Film reviewer and location scout Graeme Tuckett said the industry is on the cusp of its own industrial revolution where computers would create the equivalent of a robotic production line for screen content.
“It’s only a matter of time before, with very few human-generated prompts, you’ll get something that is a watchable film populated by believable characters and yet the people won’t exist and there will be no film crew or actors as we know it.”
Tuckett said there was a risk that original performances and content could end up relegated to a luxury niche amongst a tide of mass-produced AI-driven entertainment.
“It’ll do to the industry exactly what happened to the auto industry where 90 per cent of the market will be made in the cheapest way it possibly can be.
“What we think of ‘Hollywood’ will actually be data farms.”
Actors Agents Association of New Zealand chairman Graham Dunster said the current technology was a more immediate threat to screenwriters than actors.
“A producer can have an idea and create a script through AI, which might be gobbledygook, but they can then hire a writer to make it into something more worthwhile.
“That writer is seen as coming in on a property which already exists so the writer is just a gun for hire, they don’t have any ownership of that.”
He said he hoped the strikes would result in better protection for creative roles as the technology’s potential became a reality.
“I hope that the producers, the accountants understand a bit better that they do have a responsibility other than just to their shareholders or their pockets. To make sure that what they’re doing remains a human industry, not just a technical one.”
In New Zealand the strike had seen the shelving of the Jason Momoa-helmed production of Minecraft, resulting in hundreds of job losses for local workers.
Denise Roche of Equity NZ said, despite the lost opportunities, New Zealand creatives were right behind the strikes.
She said the action would set an important precedent for local negotiations as the Screen Industry Workers Act became established as a collective bargaining framework at home.
“Actors work across boundaries anyway so this is a thing which will have an ongoing impact for them.
“New Zealand actors are very clear that they want to see SAG-AFTRA succeed because it does mean that there is a potential for us to aim for as well.”
Roche said NZ On Air and the New Zealand Film Commission needed to seize the moment to ensure the industry was nourished by local content and productions.
Senior Digital Media and Communication lecturer at Auckland University of Technology Justin Matthews was in the early stages of researching actors’ and producers’ hopes and visions for the use of AI.
He said he understood the dystopian fears but he could also see the technology freeing storytellers from the huge costs currently associated with screen production.
“It could be that this actually creates a revolution where the Disneys and the Netflixs are actually pushed aside as we have a rise of household people just making great stories. The TikTok of entertainment so to speak.”
Matthews said he hopes there would be enough safeguards in place to ensure the tech is applied fairly but the road to that point could well be a rocky one.
He said the digitisation of music offered a parallel where a creative industry had seen its processes fundamentally uprooted by developments in technology.
“It’s a zig-zag. I don’t think the question of music streaming and royalties is over yet, it’s still a hot topic, but eventually I think it’s going to get to a point where there is a balance of some form going on.”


• [DIRECTIONS FOR THIS TASK] Among the entries that follow, find every line with the word "Shop" and copy it.

• [MATERIAL TO PROCESS]

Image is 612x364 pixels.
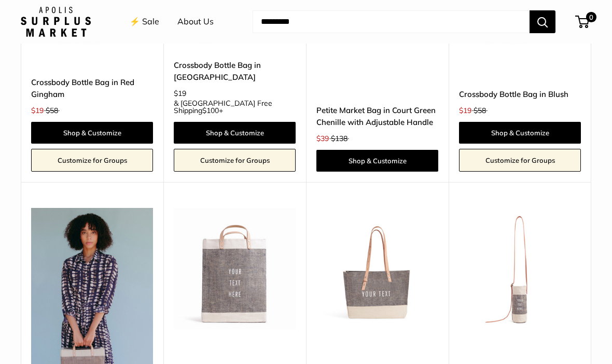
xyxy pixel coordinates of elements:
a: Crossbody Bottle Bag in Red Gingham [31,77,153,100]
a: Shop & Customize [31,121,153,143]
a: ⚡️ Sale [129,14,159,30]
img: Apolis: Surplus Market [21,7,91,37]
a: Customize for Groups [459,149,581,171]
input: Search... [253,10,529,33]
button: Search [529,10,555,33]
a: description_Make it yours with personalized textdescription_Our first every Chambray Jute bag... [174,208,296,329]
span: $100 [202,105,219,115]
span: $58 [46,105,58,115]
a: description_Our first Crossbody Bottle Bagdescription_Effortless style no matter where you are [459,208,581,329]
span: $19 [31,105,44,115]
span: & [GEOGRAPHIC_DATA] Free Shipping + [174,99,296,114]
a: Shop & Customize [174,121,296,143]
span: $19 [459,105,472,115]
img: description_Our first Chambray Shoulder Market Bag [316,208,438,329]
a: description_Our first Chambray Shoulder Market Bagdescription_Adjustable soft leather handle [316,208,438,329]
img: description_Our first Crossbody Bottle Bag [459,208,581,329]
span: 0 [586,12,596,22]
a: Customize for Groups [31,149,153,171]
a: About Us [177,14,214,30]
img: description_Make it yours with personalized text [174,208,296,329]
span: $58 [474,105,486,115]
a: Petite Market Bag in Court Green Chenille with Adjustable Handle [316,104,438,128]
a: Crossbody Bottle Bag in Blush [459,89,581,100]
span: $138 [330,133,347,143]
a: Shop & Customize [459,121,581,143]
span: $39 [316,133,328,143]
a: Customize for Groups [174,149,296,171]
span: $19 [174,89,186,97]
a: Shop & Customize [316,150,438,171]
a: Crossbody Bottle Bag in [GEOGRAPHIC_DATA] [174,59,296,84]
a: 0 [576,16,589,28]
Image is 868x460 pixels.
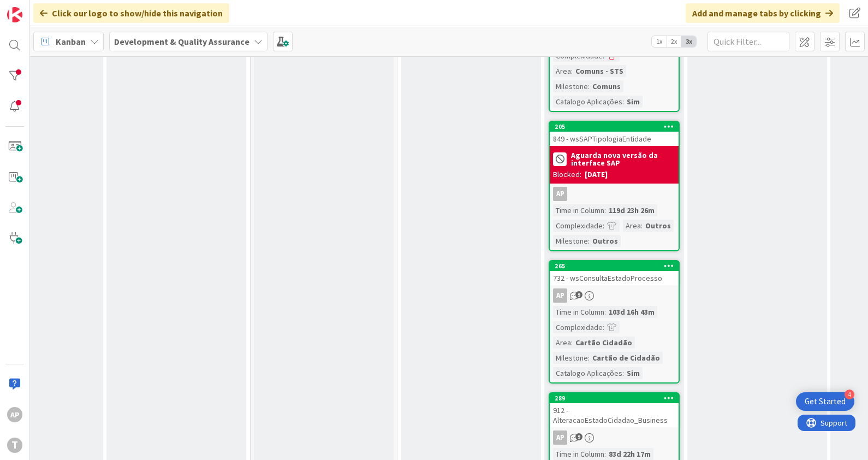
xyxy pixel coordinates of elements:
div: Area [553,337,571,348]
span: : [571,65,572,77]
div: 83d 22h 17m [606,448,653,460]
div: AP [550,187,678,201]
div: Time in Column [553,204,604,216]
div: 732 - wsConsultaEstadoProcesso [550,271,678,285]
div: AP [553,288,567,303]
div: 849 - wsSAPTipologiaEntidade [550,132,678,146]
div: Add and manage tabs by clicking [685,3,839,23]
span: : [622,95,624,108]
div: 4 [844,389,854,399]
div: Sim [624,95,643,108]
div: 289 [554,394,678,402]
span: : [588,80,589,92]
div: 265 [550,261,678,271]
div: AP [550,288,678,303]
span: : [588,352,589,363]
b: Development & Quality Assurance [114,36,249,47]
div: 289912 - AlteracaoEstadoCidadao_Business [550,393,678,427]
div: 119d 23h 26m [606,204,657,216]
div: 205849 - wsSAPTipologiaEntidade [550,122,678,146]
div: 265 [554,262,678,269]
div: Milestone [553,80,588,92]
div: 205 [550,122,678,132]
span: 9 [575,291,582,298]
div: Time in Column [553,306,604,318]
span: : [602,321,604,333]
div: Comuns [589,80,623,92]
img: Visit kanbanzone.com [7,7,23,23]
div: AP [550,431,678,444]
div: AP [553,431,567,444]
div: Cartão de Cidadão [589,352,663,363]
div: Click our logo to show/hide this navigation [33,3,229,23]
div: Sim [624,367,643,379]
input: Quick Filter... [707,32,789,51]
div: Milestone [553,235,588,247]
div: Area [623,219,641,231]
span: Support [23,2,49,15]
div: Cartão Cidadão [572,337,634,348]
div: 103d 16h 43m [606,306,657,318]
span: : [604,448,606,460]
span: 2x [666,36,681,47]
div: Milestone [553,352,588,363]
span: 1x [651,36,666,47]
div: Blocked: [553,169,581,180]
span: 9 [575,433,582,440]
span: : [602,219,604,231]
div: Time in Column [553,448,604,460]
div: Catalogo Aplicações [553,95,622,108]
div: 265732 - wsConsultaEstadoProcesso [550,261,678,285]
span: : [641,219,643,231]
div: 912 - AlteracaoEstadoCidadao_Business [550,403,678,427]
div: AP [553,187,567,201]
span: : [604,306,606,318]
div: Catalogo Aplicações [553,367,622,379]
div: 205 [554,123,678,130]
div: 289 [550,393,678,403]
div: T [7,437,23,452]
span: : [604,204,606,216]
div: Complexidade [553,321,602,333]
span: 3x [681,36,696,47]
div: Outros [643,219,673,231]
div: Comuns - STS [572,65,626,77]
span: : [588,235,589,247]
div: Open Get Started checklist, remaining modules: 4 [796,392,854,410]
span: : [571,337,572,348]
div: [DATE] [584,169,607,180]
span: Kanban [56,35,86,48]
div: Area [553,65,571,77]
span: : [622,367,624,379]
b: Aguarda nova versão da interface SAP [571,151,675,167]
div: Complexidade [553,219,602,231]
div: Outros [589,235,621,247]
div: Get Started [804,396,845,407]
div: AP [7,407,23,422]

• [RESULT]
a: Shop & Customize [31,121,153,143]
a: Shop & Customize [174,121,296,143]
a: Shop & Customize [459,121,581,143]
a: Shop & Customize [316,150,438,171]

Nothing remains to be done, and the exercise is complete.